On 26 November 2025, a fire broke out at the Wang Fuk Court housing complex in Tai Po District, Hong Kong. What followed was 43 hours of burning. Seven of eight residential towers were consumed. 168 people lost their lives, including one firefighter. Dozens more were injured.
This was not a freak accident caused by some unknowable force of nature. Investigators have since revealed a chain of decisions — deliberate, cost-driven, and fraudulent — that turned a contained fire into Hong Kong’s deadliest in more than 75 years. For every safety professional, every site manager, and every person who has ever signed off on a procurement shortcut, this fire is a warning that demands to be read carefully.
What Happened at Wang Fuk Court
At the time of the fire, all eight residential towers of Wang Fuk Court were undergoing major external wall repair works. Bamboo scaffolding had been erected to the full height of the buildings and wrapped in construction safety nets and protective tarps.
Earlier in 2025, Typhoon Yagi had damaged the original scaffolding. Contractors seized the repair window as an opportunity. Instead of replacing the netting with compliant, fire-retardant material, they sourced cheaper alternatives — 2,300 rolls of non-compliant netting purchased at a significantly lower unit cost than fire safety standards require.
To pass mandatory fire safety inspections, contractors installed compliant netting only at the base of each building, where inspectors routinely collected samples. The rest of the scaffolding was covered in substandard, non-fire-retardant material.
When the fire started, likely ignited by a cigarette on a lower floor, it caught the netting almost immediately. The scaffolding enclosure created a chimney effect, driving powerful upward convection that spread the blaze rapidly from block to block. Residents, many of them elderly, had no time to escape.
“Seven of 20 netting samples collected from higher floors and near windows failed fire safety standards — tests that lower-floor samples had passed.” — ICAC investigators
Incident Investigation Breakdown: Root Causes and Contributing Factors
The investigation, led by Hong Kong’s Independent Commission Against Corruption (ICAC) alongside fire and engineering authorities, identified the following findings:
Root Cause — Substitution of Safety Materials: Fire-retardant safety netting was replaced with non-compliant material after typhoon damage. The decision to use cheaper netting was financially motivated and deliberately concealed from authorities.
Contributing Factor — Inspection Gaming: Contractors strategically placed compliant netting at easily accessible lower levels where inspectors collected samples. This is a textbook example of selective compliance — the workplace safety inspection system was defeated by deliberate manipulation, not incompetence.
Contributing Factor — Chimney Effect in Scaffolding: The scaffolding system fully encased the buildings in netting, creating an unintended fire accelerant pathway with no fire breaks or compartmentalisation. This is a critical construction safety hazard that site safety plans must address.
Contributing Factor — No Independent Verification: Quality assurance relied on contractor-submitted test samples rather than independent, randomised, full-height sampling. This allowed fraud to go undetected by the safety management system.
Thirteen individuals linked to the maintenance company have been arrested on suspicion of offences including manslaughter, corruption, fraud, and provision of false documentation. A public inquiry is ongoing.
Lessons Learned: Construction Safety and Incident Investigation Takeaways
- Inspect materials at all installation points, not just where access is easiest. If a contractor knows where your safety inspector will look, your inspection process is compromised.
- Implement independent quality assurance for high-risk temporary works. Safety netting on high-rise scaffolding is a critical safety-critical material — treat it with the same rigour as structural steel.
- Require fire compartmentalisation within scaffolding systems on occupied buildings. Construction scaffolding should never create a continuous chimney effect without fire-stopping measures in place.
- Apply a Management of Change (MOC) process when repair work alters original safety designs — particularly after weather damage events that require emergency repairs.
- Train procurement and safety teams to flag and escalate suspiciously low-cost alternatives to safety-critical materials as part of the procurement safety review.
Cikgu Barrier’s Take on Safety Compliance vs. Safety Assurance
I want you to sit with one fact from this incident: inspectors tested the netting and it passed. The safety management system appeared to be working. And yet 168 people died.
This is what happens when we confuse compliance activity with actual safety assurance. Checking a box is not the same as managing a risk. The lesson here is not just about better testing — it is about building incident investigation and verification systems that cannot be gamed.
These lessons are not unique to Hong Kong. Inspection gaming happens everywhere someone stands to profit from a safety shortcut. Your organisation’s job — your safety officer’s job — is to make those shortcuts impossible to hide.
Follow Cikgu Barrier at cikgubarrier.com for more incident investigation breakdowns, safety leadership insights, and practical workplace safety guidance.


# PROBLEM TO WORK ON
Report every line below that holds the word "arrow".

# Data entries for graphics
╭──
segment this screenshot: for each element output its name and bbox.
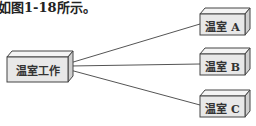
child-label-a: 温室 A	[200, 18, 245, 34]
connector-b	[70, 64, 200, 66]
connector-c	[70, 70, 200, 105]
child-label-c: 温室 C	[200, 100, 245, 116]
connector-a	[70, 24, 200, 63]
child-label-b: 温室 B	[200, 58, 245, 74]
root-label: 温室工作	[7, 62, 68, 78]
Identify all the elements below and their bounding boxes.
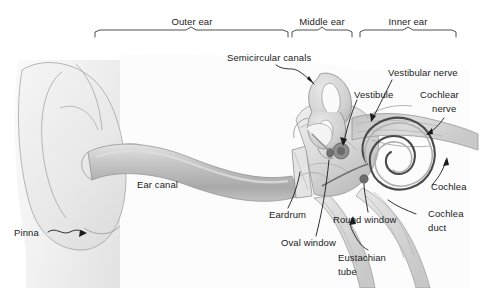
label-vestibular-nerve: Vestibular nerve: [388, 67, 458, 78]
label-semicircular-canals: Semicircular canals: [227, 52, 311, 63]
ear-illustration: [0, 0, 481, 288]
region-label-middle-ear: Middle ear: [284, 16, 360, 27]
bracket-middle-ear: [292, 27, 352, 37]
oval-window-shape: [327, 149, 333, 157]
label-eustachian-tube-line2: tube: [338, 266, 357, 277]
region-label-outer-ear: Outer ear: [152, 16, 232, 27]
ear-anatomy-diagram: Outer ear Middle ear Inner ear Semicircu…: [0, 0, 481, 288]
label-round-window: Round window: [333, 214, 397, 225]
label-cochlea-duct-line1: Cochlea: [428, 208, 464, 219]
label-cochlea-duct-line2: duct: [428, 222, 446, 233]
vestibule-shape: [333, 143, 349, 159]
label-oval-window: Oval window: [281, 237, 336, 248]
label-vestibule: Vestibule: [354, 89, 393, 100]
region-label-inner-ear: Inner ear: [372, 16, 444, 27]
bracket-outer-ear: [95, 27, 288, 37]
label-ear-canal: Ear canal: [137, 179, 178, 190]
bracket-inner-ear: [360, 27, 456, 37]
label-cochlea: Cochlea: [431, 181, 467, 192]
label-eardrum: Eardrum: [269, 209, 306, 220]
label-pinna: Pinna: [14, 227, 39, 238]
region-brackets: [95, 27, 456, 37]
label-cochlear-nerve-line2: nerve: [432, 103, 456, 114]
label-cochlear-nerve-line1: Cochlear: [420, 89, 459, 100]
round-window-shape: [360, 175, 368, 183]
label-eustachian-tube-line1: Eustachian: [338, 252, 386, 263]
╰──
╭──
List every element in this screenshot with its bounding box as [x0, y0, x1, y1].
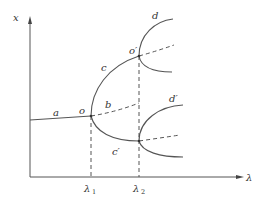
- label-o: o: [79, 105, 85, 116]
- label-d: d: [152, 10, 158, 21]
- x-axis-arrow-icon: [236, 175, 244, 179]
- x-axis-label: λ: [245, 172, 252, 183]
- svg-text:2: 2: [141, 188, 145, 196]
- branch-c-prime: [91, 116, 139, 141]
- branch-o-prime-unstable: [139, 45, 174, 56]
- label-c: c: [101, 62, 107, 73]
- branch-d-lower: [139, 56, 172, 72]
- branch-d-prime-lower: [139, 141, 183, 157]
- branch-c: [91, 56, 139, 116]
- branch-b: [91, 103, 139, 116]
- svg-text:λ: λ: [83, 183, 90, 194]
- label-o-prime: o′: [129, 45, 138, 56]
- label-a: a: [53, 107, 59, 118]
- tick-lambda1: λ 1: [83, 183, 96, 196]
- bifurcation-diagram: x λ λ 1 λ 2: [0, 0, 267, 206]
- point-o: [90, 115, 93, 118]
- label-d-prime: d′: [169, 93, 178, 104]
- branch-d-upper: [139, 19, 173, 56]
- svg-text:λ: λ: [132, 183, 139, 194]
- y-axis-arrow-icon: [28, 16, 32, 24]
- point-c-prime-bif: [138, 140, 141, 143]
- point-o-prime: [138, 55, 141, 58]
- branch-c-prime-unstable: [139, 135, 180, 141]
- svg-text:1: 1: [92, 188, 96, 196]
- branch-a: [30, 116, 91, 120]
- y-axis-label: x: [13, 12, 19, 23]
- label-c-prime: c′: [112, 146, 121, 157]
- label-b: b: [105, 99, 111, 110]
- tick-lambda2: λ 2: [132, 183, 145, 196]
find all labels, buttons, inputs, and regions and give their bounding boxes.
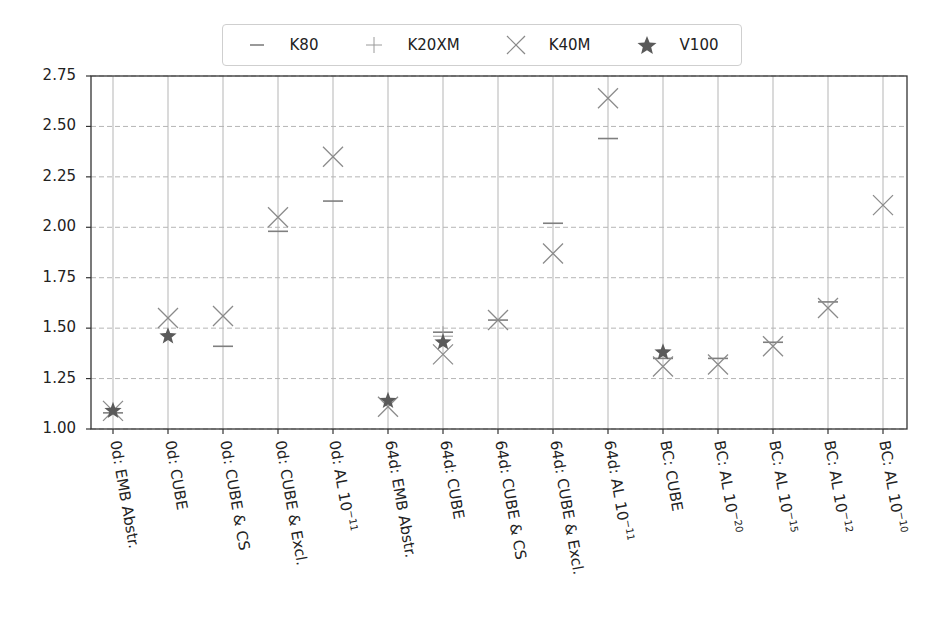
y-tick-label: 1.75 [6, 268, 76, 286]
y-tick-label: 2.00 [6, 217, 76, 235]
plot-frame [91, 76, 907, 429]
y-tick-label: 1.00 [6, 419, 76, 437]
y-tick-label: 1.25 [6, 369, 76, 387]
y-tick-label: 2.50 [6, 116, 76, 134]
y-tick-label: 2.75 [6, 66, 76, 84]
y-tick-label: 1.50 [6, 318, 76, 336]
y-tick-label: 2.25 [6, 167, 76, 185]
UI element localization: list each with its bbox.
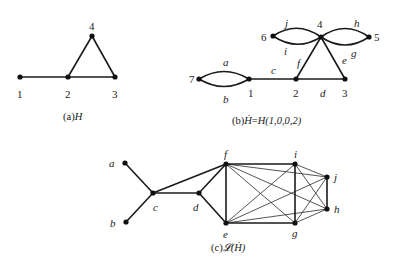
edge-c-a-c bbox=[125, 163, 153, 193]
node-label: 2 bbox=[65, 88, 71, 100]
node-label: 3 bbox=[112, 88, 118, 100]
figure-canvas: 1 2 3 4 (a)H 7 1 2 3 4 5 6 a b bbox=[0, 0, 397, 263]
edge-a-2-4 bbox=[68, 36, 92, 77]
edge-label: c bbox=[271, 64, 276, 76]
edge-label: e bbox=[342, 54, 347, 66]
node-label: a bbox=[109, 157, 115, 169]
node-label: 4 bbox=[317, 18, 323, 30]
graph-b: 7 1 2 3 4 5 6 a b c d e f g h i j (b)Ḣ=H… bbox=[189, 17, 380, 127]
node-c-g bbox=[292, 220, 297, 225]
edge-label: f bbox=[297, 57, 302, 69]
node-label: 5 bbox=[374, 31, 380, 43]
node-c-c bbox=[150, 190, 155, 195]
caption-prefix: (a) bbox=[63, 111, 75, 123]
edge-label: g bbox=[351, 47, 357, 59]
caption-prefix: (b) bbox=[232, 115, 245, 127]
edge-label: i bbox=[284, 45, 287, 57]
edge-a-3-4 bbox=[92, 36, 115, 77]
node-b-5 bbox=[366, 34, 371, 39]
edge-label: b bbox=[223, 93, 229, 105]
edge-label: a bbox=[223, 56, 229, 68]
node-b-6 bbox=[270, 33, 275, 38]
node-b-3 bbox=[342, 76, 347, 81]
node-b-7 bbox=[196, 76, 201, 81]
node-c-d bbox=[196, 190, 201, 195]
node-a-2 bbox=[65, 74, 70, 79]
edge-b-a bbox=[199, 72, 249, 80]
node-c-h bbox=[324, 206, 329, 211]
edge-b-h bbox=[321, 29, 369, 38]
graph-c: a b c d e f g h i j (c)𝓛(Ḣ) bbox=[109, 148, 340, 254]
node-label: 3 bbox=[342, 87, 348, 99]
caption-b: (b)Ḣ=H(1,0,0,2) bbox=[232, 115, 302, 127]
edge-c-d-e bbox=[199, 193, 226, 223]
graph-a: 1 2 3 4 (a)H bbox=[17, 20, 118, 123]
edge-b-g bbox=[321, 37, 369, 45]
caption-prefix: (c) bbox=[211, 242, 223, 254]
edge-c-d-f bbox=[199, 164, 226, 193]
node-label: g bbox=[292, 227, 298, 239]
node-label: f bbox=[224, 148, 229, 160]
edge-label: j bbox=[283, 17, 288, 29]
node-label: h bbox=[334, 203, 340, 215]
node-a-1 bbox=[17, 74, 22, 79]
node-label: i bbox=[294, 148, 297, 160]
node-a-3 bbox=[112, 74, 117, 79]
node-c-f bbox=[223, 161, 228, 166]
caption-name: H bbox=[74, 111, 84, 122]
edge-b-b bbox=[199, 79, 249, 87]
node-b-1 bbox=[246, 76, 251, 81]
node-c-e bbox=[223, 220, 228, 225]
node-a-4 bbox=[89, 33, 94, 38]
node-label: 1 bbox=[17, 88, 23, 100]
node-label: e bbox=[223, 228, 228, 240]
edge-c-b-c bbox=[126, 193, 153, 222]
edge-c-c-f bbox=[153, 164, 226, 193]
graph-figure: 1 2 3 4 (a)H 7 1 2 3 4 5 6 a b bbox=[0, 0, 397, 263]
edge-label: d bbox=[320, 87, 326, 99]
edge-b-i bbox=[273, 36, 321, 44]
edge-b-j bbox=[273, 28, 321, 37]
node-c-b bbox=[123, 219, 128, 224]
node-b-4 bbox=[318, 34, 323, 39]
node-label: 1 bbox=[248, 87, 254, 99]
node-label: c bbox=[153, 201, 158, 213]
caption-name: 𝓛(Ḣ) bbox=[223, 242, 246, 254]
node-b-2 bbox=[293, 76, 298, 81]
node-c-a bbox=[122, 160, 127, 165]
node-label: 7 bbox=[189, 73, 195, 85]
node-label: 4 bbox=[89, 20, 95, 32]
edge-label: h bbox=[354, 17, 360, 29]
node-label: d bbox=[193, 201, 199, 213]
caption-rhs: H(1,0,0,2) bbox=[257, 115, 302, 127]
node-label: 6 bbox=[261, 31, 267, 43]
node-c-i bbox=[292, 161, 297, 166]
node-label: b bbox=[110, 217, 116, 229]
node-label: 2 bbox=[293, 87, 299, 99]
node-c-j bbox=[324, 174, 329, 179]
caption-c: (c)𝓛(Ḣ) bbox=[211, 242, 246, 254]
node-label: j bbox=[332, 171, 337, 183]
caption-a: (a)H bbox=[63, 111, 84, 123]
╰──
╭──
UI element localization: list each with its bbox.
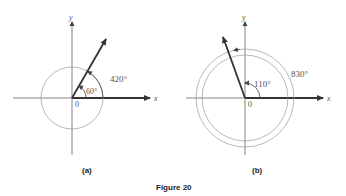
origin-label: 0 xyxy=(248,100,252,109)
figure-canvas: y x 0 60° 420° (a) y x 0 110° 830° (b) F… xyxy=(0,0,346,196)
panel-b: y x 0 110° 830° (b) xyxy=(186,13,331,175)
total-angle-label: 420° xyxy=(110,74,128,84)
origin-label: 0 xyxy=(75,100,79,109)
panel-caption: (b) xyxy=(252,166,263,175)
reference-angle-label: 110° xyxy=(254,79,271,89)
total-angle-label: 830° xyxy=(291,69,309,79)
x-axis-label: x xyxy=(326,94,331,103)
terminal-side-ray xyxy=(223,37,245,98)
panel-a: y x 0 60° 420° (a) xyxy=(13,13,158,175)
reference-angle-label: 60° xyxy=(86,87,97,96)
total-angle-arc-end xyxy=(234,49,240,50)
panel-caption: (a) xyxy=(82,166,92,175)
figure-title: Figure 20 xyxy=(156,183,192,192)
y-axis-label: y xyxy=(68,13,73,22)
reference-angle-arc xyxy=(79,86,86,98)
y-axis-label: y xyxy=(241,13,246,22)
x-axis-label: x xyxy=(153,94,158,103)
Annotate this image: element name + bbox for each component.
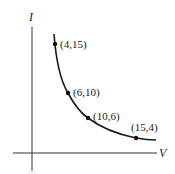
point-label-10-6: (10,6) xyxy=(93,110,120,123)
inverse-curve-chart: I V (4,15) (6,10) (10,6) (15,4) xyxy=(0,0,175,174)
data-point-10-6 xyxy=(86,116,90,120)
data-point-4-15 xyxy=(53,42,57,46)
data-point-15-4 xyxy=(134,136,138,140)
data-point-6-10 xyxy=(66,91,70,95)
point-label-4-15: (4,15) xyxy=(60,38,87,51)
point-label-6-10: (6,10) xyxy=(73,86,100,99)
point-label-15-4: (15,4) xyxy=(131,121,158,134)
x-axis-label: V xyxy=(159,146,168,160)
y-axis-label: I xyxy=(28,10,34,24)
╰──
# RESPONSE BELOW
- x-axis-arrow-icon: [236, 175, 244, 179]
- y-axis-arrow-icon: [28, 16, 32, 24]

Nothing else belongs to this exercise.